This doesn’t mention my personally favorite css tracking trick, timing attacks that can be used to detect what sites you have loaded. This can be done by interweaving requests to a remote URL (say background-image) with requests to your server script, which times these differences.
The fanciest tracking trick is the HSTS supercookie.
You use a bunch of subdomains -- a.example.com, b.example.com, etc. -- each configured so that a particular URL (call it the 'set' URL) sends an HSTS header. A different URL (the 'get' URL) doesn't.
You generate an ID for the user, and encode it as a bit pattern using the subdomains to indicate positions of '1' digits. Say your ID is 101001 -- you serve a page which includes images loaded from the 'set' URLs for subdomains a, c, and f. On later page loads, you serve a page including images loaded from the 'get' URLs of every subdomain, and you pay attention to which ones are requested via HTTPS. Since the 'set' URL sent an HSTS header, subdomains a, c, and f get requested over HTTPS, and now you reconstruct the ID from that: 101001.
I feel like this changes all the time; I was recently surprised to discover 'TLS Client Channel ID' (my nomenclature is a bit fuzzy - an RFC for automatic client certs "for security") and would love to learn more about the extent of its current implementation in Chrome.
>londons_explore: In Chrome, it also uses the TLS Client Channel ID, which is a persistent unique identifier established between a browser and a server which (on capable platforms) is derived from a key stored in a hardware security module, making it hard to steal. Ie. if you clone the hard drive of a computer, when you use the clone, Google will know you are a suspicious person, even though you have all the right cookies.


* [TASK STATEMENT] Leaving out all pictures, retype the records exactly.
(Beginning of RECORD EXTRACTS)
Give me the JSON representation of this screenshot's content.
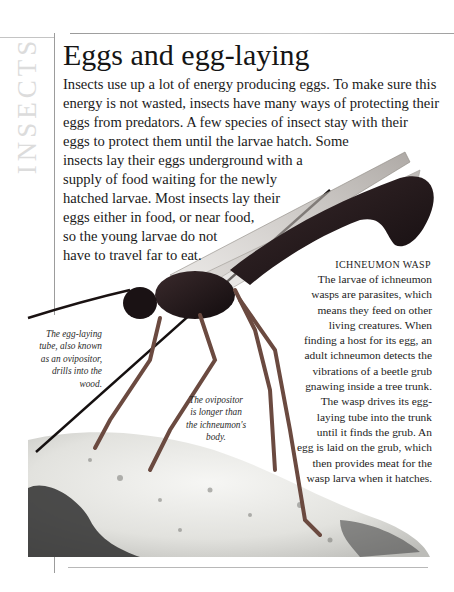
{
  "page": {
    "section_label": "INSECTS",
    "title": "Eggs and egg-laying",
    "intro_lines": [
      "Insects use up a lot of energy producing eggs. To make sure this",
      "energy is not wasted, insects have many ways of protecting their",
      "eggs from predators. A few species of insect stay with their",
      "eggs to protect them until the larvae hatch. Some",
      "insects lay their eggs underground with a",
      "supply of food waiting for the newly",
      "hatched larvae. Most insects lay their",
      "eggs either in food, or near food,",
      "so the young larvae do not",
      "have to travel far to eat."
    ]
  },
  "caption": {
    "heading": "Ichneumon wasp",
    "lines": [
      "The larvae of ichneumon",
      "wasps are parasites, which",
      "means they feed on other",
      "living creatures. When",
      "finding a host for its egg, an",
      "adult ichneumon detects the",
      "vibrations of a beetle grub",
      "gnawing inside a tree trunk.",
      "The wasp drives its egg-",
      "laying tube into the trunk",
      "until it finds the grub. An",
      "egg is laid on the grub, which",
      "then provides meat for the",
      "wasp larva when it hatches."
    ]
  },
  "annotations": {
    "ovipositor_drills": [
      "The egg-laying",
      "tube, also known",
      "as an ovipositor,",
      "drills into the",
      "wood."
    ],
    "ovipositor_longer": [
      "The ovipositor",
      "is longer than",
      "the ichneumon's",
      "body."
    ]
  },
  "image": {
    "subject": "ichneumon wasp on tree bark",
    "colors": {
      "body": "#1e1416",
      "legs": "#6b4a40",
      "wing": "#c9c4c0",
      "bark": "#e9e9e6",
      "bark_shadow": "#3a3a3a"
    }
  }
}
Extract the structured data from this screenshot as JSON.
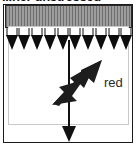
{
  "figure": {
    "caption": "...ner  unstressed",
    "annotations": {
      "red_label": "red"
    },
    "colors": {
      "ink": "#111111",
      "hatch_dark": "#6e6e6e",
      "hatch_light": "#9d9d9d",
      "hatch_fill": "#8a8a8a",
      "frame": "#1a1a1a",
      "inner_frame": "#c9c9c9",
      "label_text": "#2a2a2a",
      "background": "#ffffff"
    },
    "load_arrows": {
      "count": 10,
      "direction": "down",
      "name": "distributed-load-arrow"
    },
    "center_axis": {
      "direction": "down",
      "name": "center-axis-arrow"
    },
    "callout": {
      "direction": "up-right",
      "name": "callout-arrow"
    }
  }
}
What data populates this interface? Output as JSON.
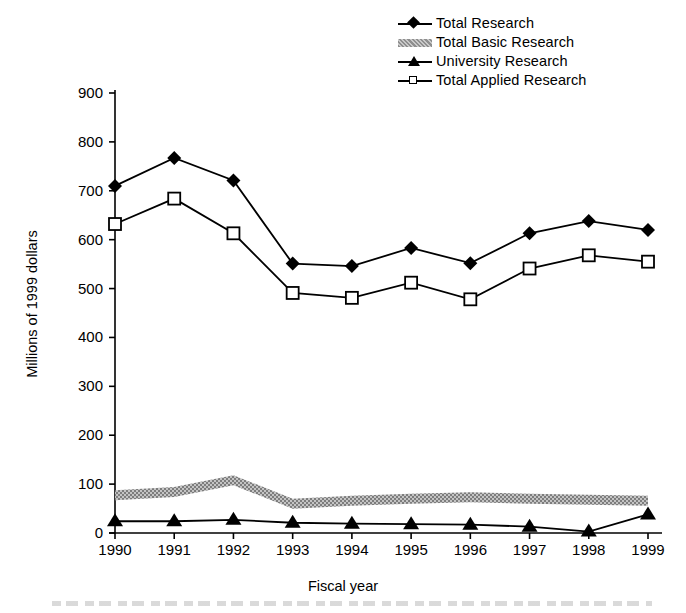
(End of RECORD EXTRACTS)
* [ANSWER FOR THE TASK]
Give me the JSON representation of this screenshot's content.
{
  "page": {
    "section_label": "INSECTS",
    "title": "Eggs and egg-laying",
    "intro_lines": [
      "Insects use up a lot of energy producing eggs. To make sure this",
      "energy is not wasted, insects have many ways of protecting their",
      "eggs from predators. A few species of insect stay with their",
      "eggs to protect them until the larvae hatch. Some",
      "insects lay their eggs underground with a",
      "supply of food waiting for the newly",
      "hatched larvae. Most insects lay their",
      "eggs either in food, or near food,",
      "so the young larvae do not",
      "have to travel far to eat."
    ]
  },
  "caption": {
    "heading": "Ichneumon wasp",
    "lines": [
      "The larvae of ichneumon",
      "wasps are parasites, which",
      "means they feed on other",
      "living creatures. When",
      "finding a host for its egg, an",
      "adult ichneumon detects the",
      "vibrations of a beetle grub",
      "gnawing inside a tree trunk.",
      "The wasp drives its egg-",
      "laying tube into the trunk",
      "until it finds the grub. An",
      "egg is laid on the grub, which",
      "then provides meat for the",
      "wasp larva when it hatches."
    ]
  },
  "annotations": {
    "ovipositor_drills": [
      "The egg-laying",
      "tube, also known",
      "as an ovipositor,",
      "drills into the",
      "wood."
    ],
    "ovipositor_longer": [
      "The ovipositor",
      "is longer than",
      "the ichneumon's",
      "body."
    ]
  },
  "image": {
    "subject": "ichneumon wasp on tree bark",
    "colors": {
      "body": "#1e1416",
      "legs": "#6b4a40",
      "wing": "#c9c4c0",
      "bark": "#e9e9e6",
      "bark_shadow": "#3a3a3a"
    }
  }
}
Extract the structured data from this screenshot as JSON.
{
  "figure": {
    "caption": "...ner  unstressed",
    "annotations": {
      "red_label": "red"
    },
    "colors": {
      "ink": "#111111",
      "hatch_dark": "#6e6e6e",
      "hatch_light": "#9d9d9d",
      "hatch_fill": "#8a8a8a",
      "frame": "#1a1a1a",
      "inner_frame": "#c9c9c9",
      "label_text": "#2a2a2a",
      "background": "#ffffff"
    },
    "load_arrows": {
      "count": 10,
      "direction": "down",
      "name": "distributed-load-arrow"
    },
    "center_axis": {
      "direction": "down",
      "name": "center-axis-arrow"
    },
    "callout": {
      "direction": "up-right",
      "name": "callout-arrow"
    }
  }
}
What data populates this interface? Output as JSON.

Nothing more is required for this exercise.